Rahm: Rauner bankruptcy rhetoric raised CPS’ borrowing cost

SHARE Rahm: Rauner bankruptcy rhetoric raised CPS’ borrowing cost

The Chicago Public Schools paid more to borrow less because of Gov. Rauner’s continued talk of bankruptcy — and if that was the governor’s intention, it’s “shameful,” Mayor Rahm Emanuel said Friday.

“The governor is well-versed in finance, coming out of private equity and the financial world. His comments weren’t helpful. … It affected certain things. … If it was intentional, it’s shameful. Only he can answer whether that was the purpose,” Emanuel said, two days after CPS was forced to pay an 8.5 percent interest rate.

One week after abruptly halting a bond issue needed to keep the school doors open through the end of the school year, CPS returned to Wall Street Wednesday — but paid a huge price for the delay.

Instead of borrowing $875 million, the bond issue was scaled back yet again — this time, to $725 million.
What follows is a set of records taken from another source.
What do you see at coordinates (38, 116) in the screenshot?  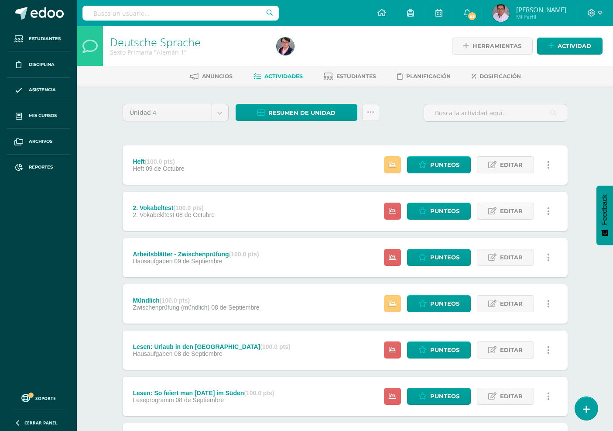 I see `a: Mis cursos` at bounding box center [38, 116].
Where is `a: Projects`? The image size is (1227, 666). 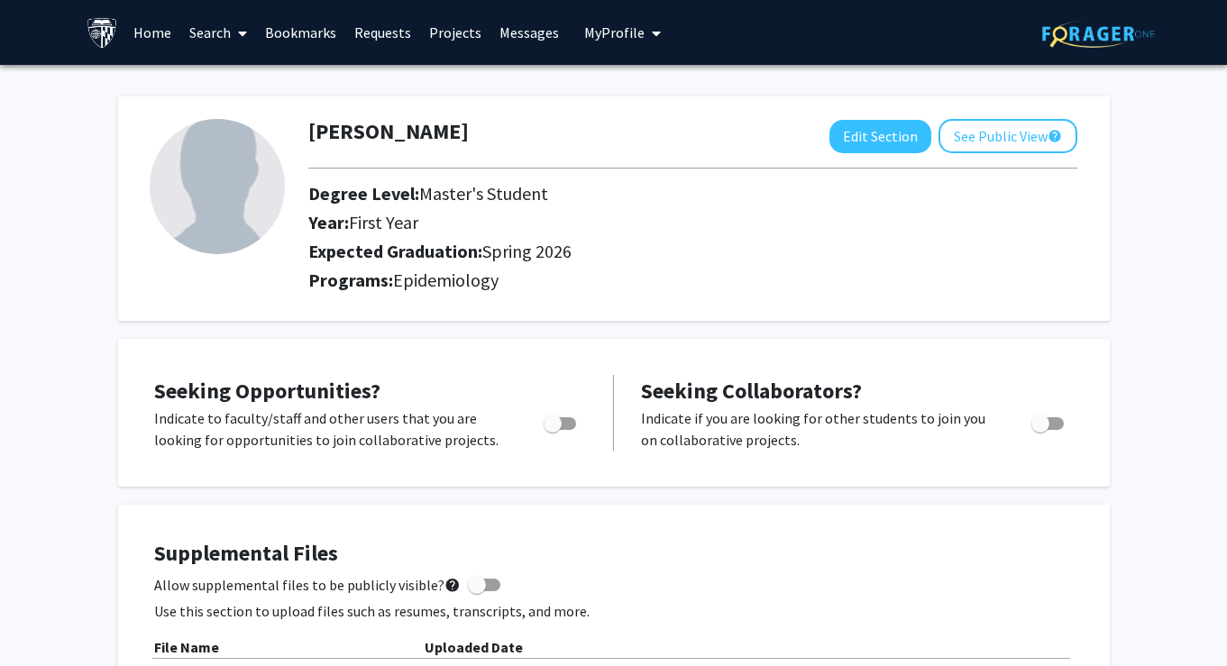 a: Projects is located at coordinates (455, 32).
And instead of the 7.75 percent interest rate offered to buyers of the tax-exempt bonds last week, CPS promised them a higher yield of 8.5 percent.

It followed a tumultuous week that saw the Chicago Teachers Union reject a new four-year contract because it doesn’t trust CPS while Rauner, who shares the union’s view, said the state was getting ready to take over Chicago Public Schools.

The governor branded the borrowing “tragic” and accused his old friend Emanuel of “kicking the can” and costing taxpayers “more in the long run.” Rauner argued that there are only two alternatives for CPS: bankruptcy or “massive” tax increases.

On Friday, the mayor fired back.

“The state under his leadership … is now up to $7 billion in unpaid bills and growing. That’s not exactly who you would turn to for financial stewardship and leadership,” Emanuel said of the governor’s threat to take over Chicago Public Schools.

Emanuel defended the costly borrowing — and the $100 million in budget cuts that helped reassure skittish investors — as essential to keeping the school doors open until the state school aid formula can be rewritten, as state Senate President John Cullerton (D-Chicago) has promised to do with Rauner’s help.

“Given the option of cutting teachers in the classroom, therefore increasing class size, or [borrowing to] get us enough time so we can work with the state to be a partner with Chicago on a solution, [borrowing] was the option chosen because I believe the kids and the teachers in the classroom should not pay a price for the … disparity in the system where our students are at a different level financially from the state. They literally receive less money and less support when you put all of the resources together,” he said.

The cuts that the CTU branded an “act of war” include: 30-day notice of CPS decision to stop making a 7 percent contribution to teacher pension; ordering school administrators to cut $50 million through layoffs and re-shuffling $50 million that goes toward general education funding to schools.

It came after the union’s 40-person bargaining unit unanimously rejected a new four-year contract that would have given teachers small annual pay raises, capped the number of charter schools at 130 and ruled out economic layoffs in exchange for teachers picking up their full, 9 percent pension payments.

CTU President Karen Lewis recommended the contract, but was unable to deliver it because of a “lack of trust in CPS” and, what she called the district’s “weasel language” in previous contract talks.

On Friday, Emanuel made a renewed pitch for the rejected contract.

“The contract we offered deals with righting the financial ship in a way that protects our teachers, makes serious reforms that are important for taxpayers and shows the state that we’re not asking them to do anything that we wouldn’t do,” the mayor said.

Emanuel refused to say whether that was the school system’s last and best offer. He noted that both sides were “back at the table” the very next day — even as angry teachers took to the streets in protest.

In making the case for $480 million in pension help from Springfield already built into the CPS budget, Schools CEO Forrest Claypool has described state funding for Chicago Public Schools as “separate and unequal.” Those are legal code words for an upcoming lawsuit against the state.

On Friday, Emanuel did nothing to discourage that speculation.

“Chicago students make up 20 percent of the student population statewide. Our taxpayers make up 20 percent of the revenue. Yet, we get a little bit shy of 15 percent of the revenue back for education. There are a lot of structural, historical inequities in the system,” Emanuel said.

As for the vote of no confidence in City Colleges Chancellor Cheryl Hyman, Emanuel dismissed it as par for the course. Hyman is spearheading a colleges-to-careers makeover of the system.

“Cheryl has made some tough calls as the chancellor. It’s not going to win her a popularity contest. But, a lot of graduates are going to get a lot of jobs out of it,” he said.